A fourth person has died and more than 150 people were injured in rural Missouri after an Amtrak train crashed Monday into a dump truck, derailing all but one of the train’s cars, officials said.

The train, headed from Los Angeles to Chicago, plowed into the truck near the town of Mendon, northwest of Columbia, at a gravel road’s uncontrolled railway crossing, unmarked by electronic signals or crossing arms.

Three people were pronounced dead in the crash Monday — two from the train and one from the dump truck — but Missouri State Highway Patrol officials announced Tuesday that a fourth person had died, also from the train. That person died after being transported to University Hospital in Columbia.

Officials did not identify any of the people who died in the crash.

There were 275 passengers aboard the Southwest Chief train with 12 crew members, Highway Patrol officials said in a statement Tuesday, about 150 of who were transported to 10 area hospitals for injuries ranging from “minor to serious.”

The crash came one day after another Amtrak train collided with a car in California’s East Bay, also at a rural railroad crossing, killing three people. Eighty-five people were on the train, which was traveling from Stockton to Martinez. There were no reported injuries among the train passengers and crew, officials said.

Drivers approaching the rural crossing in Missouri’s Chariton County would see two black-and-white X-shaped signs, called crossbucks, that often read “railroad crossing,” according to the U.S. Department of Transportation’s database of railroad crossings. But the crossing was not equipped with flashing lights, bells, pavement markings or gate arms.

The crossing was identified for upgrades this year, which could include lights, gates and other roadway improvements, at a cost of $400,000, according to an infrastructure plan published this year by the Missouri Department of Transportation. But department spokesperson Linda Horn said the project had not yet begun. She said transportation officials were still working with BNSF officials and the county to “develop and agreed upon solution and schedule,” then hire a contractor to complete the work.

The location of the Sunday crash in East Bay was also a rural railroad crossing, also an unpaved road without electronic signals or crossing arms, said Steve Aubert, the fire marshal with the East Contra Costa Fire Protection District. He said in that area the trains are allowed to travel up to 80 mph through the rural community.

“That fast, it’s going to take them a mile and half to even stop,” Aubert said. He said there is a sign before the railroad crossing, but “no guards, no signals, no nothing.”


Exercise objective:
Look through the entries and count each line that includes the string "Computer". Reply with the number alone.

Extracted material:
————

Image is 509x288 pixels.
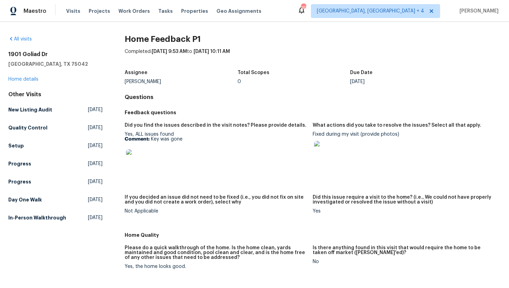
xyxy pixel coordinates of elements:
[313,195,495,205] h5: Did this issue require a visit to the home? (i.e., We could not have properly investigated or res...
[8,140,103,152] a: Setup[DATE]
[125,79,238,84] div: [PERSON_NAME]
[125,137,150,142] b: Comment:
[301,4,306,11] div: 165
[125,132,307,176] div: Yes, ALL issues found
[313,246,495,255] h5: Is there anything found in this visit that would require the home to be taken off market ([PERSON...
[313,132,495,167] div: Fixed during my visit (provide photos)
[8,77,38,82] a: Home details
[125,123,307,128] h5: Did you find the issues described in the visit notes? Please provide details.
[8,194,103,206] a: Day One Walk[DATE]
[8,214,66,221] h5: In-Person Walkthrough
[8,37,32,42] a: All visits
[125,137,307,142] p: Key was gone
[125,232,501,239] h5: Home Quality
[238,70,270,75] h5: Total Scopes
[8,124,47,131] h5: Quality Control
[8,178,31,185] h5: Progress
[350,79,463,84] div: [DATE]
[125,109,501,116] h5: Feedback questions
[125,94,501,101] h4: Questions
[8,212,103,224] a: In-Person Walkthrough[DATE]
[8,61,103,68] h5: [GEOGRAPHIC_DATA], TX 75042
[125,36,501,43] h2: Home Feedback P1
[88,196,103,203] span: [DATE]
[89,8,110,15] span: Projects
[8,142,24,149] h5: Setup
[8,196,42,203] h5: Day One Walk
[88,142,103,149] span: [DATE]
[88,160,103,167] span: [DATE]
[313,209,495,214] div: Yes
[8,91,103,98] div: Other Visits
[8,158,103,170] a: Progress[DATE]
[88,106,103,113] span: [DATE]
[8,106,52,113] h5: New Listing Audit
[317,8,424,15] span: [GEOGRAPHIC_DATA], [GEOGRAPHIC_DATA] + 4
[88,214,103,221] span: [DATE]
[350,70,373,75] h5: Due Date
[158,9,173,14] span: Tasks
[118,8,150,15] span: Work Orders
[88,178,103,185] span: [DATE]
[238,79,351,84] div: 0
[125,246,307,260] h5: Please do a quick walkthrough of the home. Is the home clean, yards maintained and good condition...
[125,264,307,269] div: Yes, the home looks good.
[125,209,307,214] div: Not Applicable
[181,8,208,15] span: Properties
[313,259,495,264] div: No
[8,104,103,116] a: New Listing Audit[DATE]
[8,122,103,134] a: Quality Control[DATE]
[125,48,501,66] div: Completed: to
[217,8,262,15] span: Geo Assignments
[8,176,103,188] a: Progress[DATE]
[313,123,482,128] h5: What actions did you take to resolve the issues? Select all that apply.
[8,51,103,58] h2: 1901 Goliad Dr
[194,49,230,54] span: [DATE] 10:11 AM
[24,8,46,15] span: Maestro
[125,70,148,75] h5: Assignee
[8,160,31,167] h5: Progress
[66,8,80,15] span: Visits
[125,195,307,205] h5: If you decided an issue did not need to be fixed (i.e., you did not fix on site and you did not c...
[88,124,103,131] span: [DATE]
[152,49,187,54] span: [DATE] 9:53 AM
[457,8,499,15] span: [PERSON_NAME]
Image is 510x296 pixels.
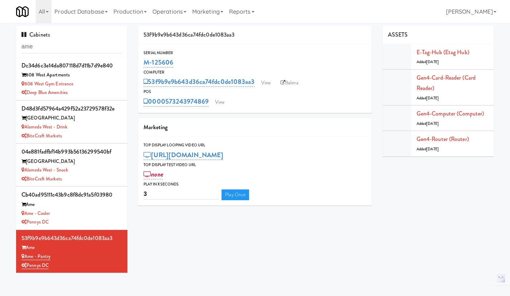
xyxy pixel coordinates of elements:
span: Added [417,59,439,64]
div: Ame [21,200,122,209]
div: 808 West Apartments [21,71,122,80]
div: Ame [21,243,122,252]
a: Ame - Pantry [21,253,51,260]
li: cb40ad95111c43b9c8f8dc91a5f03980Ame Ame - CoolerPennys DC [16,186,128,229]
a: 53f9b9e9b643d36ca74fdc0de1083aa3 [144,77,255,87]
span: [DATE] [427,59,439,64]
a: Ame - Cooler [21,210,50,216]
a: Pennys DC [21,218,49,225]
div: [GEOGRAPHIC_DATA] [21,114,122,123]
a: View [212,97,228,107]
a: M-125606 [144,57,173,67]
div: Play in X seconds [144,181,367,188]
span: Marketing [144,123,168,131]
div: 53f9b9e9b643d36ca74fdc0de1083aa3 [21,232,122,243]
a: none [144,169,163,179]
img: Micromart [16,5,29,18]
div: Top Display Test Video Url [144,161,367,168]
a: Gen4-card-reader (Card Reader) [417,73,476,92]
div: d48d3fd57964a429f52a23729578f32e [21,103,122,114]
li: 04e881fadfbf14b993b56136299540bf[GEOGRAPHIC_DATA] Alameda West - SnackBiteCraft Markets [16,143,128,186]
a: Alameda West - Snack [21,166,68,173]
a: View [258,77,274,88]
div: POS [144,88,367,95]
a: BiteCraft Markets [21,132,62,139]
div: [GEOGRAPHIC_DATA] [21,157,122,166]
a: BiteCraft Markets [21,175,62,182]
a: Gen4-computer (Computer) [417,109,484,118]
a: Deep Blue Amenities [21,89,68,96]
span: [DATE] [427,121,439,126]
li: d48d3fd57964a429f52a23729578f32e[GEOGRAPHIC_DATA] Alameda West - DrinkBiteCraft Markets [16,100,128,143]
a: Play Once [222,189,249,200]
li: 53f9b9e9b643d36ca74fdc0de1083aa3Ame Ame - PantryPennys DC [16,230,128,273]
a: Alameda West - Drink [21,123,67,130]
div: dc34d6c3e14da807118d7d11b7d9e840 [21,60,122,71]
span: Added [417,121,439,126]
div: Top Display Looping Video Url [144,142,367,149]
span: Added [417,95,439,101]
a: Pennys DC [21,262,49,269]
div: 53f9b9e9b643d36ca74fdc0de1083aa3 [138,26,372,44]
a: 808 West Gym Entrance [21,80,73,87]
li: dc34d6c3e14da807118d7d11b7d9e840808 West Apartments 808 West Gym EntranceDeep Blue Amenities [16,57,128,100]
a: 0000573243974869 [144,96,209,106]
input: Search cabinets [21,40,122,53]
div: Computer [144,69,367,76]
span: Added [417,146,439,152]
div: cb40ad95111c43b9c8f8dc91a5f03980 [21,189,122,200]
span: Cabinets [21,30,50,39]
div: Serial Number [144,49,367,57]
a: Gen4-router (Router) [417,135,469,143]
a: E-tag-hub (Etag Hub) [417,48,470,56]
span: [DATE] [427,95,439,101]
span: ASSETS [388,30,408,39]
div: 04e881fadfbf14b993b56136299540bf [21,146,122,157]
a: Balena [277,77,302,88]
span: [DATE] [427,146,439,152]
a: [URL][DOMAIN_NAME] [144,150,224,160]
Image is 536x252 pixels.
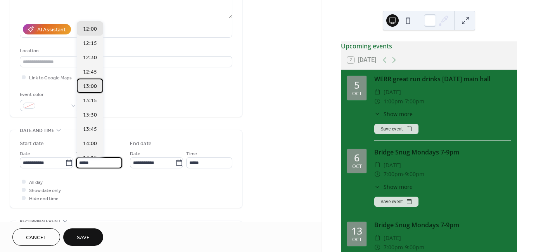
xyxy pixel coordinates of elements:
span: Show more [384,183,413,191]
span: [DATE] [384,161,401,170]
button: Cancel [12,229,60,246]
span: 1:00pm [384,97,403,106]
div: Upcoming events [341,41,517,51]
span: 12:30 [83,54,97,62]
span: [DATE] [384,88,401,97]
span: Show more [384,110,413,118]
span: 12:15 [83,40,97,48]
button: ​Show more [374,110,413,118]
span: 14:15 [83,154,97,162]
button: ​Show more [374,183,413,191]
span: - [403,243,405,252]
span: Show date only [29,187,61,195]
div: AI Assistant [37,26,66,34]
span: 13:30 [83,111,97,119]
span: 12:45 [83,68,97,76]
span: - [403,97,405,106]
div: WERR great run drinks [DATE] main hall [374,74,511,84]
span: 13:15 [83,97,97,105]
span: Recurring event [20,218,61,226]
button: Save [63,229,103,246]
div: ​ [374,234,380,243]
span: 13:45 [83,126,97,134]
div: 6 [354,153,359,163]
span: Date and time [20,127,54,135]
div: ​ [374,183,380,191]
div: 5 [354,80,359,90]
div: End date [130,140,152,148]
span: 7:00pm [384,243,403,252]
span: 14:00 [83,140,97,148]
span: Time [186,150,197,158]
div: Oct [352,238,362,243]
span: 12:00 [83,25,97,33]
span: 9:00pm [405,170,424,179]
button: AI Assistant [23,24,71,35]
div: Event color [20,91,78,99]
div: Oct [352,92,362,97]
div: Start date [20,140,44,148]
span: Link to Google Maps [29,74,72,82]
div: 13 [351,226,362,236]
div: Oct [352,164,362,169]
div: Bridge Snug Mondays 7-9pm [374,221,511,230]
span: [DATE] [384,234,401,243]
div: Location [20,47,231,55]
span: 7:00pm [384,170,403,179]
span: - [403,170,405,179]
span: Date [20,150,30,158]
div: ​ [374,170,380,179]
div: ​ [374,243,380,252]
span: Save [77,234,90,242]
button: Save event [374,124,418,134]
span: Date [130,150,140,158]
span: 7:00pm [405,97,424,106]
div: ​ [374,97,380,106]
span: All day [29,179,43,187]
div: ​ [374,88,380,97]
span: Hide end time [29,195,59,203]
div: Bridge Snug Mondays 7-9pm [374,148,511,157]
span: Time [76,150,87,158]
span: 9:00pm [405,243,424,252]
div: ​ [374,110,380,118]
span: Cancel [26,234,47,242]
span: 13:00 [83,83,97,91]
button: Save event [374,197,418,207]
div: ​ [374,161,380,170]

————

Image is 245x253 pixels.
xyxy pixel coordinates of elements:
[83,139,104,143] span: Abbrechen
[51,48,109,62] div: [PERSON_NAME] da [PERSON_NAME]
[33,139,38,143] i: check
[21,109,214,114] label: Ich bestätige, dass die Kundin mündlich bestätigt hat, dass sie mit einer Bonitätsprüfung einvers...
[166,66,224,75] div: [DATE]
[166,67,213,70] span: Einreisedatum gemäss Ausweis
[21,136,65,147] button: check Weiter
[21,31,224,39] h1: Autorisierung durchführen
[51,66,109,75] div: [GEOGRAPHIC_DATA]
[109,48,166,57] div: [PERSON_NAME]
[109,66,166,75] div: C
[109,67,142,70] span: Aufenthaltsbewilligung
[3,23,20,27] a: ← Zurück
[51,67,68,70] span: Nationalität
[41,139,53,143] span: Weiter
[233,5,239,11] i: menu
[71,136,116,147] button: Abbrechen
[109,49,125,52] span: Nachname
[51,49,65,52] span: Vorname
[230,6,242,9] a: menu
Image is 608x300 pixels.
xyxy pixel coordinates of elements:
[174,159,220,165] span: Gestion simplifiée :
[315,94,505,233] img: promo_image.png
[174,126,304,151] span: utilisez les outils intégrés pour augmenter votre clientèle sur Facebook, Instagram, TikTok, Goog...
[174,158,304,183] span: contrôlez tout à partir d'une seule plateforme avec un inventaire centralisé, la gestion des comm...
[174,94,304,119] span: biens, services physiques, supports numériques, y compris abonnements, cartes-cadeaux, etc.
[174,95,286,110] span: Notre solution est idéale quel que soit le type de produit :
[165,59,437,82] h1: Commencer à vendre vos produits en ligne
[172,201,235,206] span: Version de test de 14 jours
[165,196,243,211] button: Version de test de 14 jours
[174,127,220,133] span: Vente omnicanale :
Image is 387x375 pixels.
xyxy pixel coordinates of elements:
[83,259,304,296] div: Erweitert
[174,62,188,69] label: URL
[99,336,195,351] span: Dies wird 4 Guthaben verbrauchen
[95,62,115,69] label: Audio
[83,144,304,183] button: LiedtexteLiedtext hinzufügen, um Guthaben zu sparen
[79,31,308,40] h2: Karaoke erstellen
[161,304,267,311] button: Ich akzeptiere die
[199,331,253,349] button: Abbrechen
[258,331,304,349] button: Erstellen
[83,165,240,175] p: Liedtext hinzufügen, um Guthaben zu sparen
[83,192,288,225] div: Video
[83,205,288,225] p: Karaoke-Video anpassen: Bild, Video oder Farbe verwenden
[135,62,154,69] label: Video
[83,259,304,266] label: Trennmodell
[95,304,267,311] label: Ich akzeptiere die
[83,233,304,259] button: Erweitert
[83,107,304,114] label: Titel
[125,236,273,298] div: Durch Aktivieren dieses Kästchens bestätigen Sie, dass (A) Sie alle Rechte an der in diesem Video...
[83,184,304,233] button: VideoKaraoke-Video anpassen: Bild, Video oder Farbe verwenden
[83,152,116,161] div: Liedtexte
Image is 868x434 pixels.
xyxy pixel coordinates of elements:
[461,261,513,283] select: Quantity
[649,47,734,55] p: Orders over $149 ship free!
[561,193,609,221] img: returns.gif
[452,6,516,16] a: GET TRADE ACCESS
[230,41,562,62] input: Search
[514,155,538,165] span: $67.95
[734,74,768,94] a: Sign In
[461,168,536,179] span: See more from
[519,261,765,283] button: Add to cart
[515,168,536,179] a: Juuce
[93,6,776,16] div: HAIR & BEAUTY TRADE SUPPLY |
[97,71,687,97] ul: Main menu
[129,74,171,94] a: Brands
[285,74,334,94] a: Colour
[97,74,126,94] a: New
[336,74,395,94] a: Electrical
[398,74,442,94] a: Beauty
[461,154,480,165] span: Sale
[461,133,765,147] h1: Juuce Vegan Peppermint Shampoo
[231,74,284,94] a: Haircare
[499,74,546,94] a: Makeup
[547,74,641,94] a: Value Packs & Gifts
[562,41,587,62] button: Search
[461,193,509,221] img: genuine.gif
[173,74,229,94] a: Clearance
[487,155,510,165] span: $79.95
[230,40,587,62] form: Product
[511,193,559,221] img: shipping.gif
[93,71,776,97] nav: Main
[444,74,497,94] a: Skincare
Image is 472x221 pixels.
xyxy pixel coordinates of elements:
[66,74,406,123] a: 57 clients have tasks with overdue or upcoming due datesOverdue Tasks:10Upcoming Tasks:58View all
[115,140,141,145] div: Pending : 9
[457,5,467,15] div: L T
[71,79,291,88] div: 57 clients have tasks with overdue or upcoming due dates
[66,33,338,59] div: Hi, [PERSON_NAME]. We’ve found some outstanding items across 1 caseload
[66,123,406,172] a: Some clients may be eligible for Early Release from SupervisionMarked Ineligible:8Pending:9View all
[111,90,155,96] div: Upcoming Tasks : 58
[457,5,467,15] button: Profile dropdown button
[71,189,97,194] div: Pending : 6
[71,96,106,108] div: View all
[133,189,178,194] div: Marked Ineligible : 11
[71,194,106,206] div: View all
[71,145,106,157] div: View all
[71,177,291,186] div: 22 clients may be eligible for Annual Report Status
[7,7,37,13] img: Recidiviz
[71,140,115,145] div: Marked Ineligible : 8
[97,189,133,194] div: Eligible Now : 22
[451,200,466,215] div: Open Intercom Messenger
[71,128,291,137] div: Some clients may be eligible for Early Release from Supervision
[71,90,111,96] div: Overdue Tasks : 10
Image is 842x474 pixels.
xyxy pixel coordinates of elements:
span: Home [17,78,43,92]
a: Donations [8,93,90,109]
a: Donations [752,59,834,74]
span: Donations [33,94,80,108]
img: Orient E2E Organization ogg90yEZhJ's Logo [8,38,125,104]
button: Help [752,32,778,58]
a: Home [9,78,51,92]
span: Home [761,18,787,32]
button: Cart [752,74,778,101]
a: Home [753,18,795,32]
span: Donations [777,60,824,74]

————

Result of this exercise:
2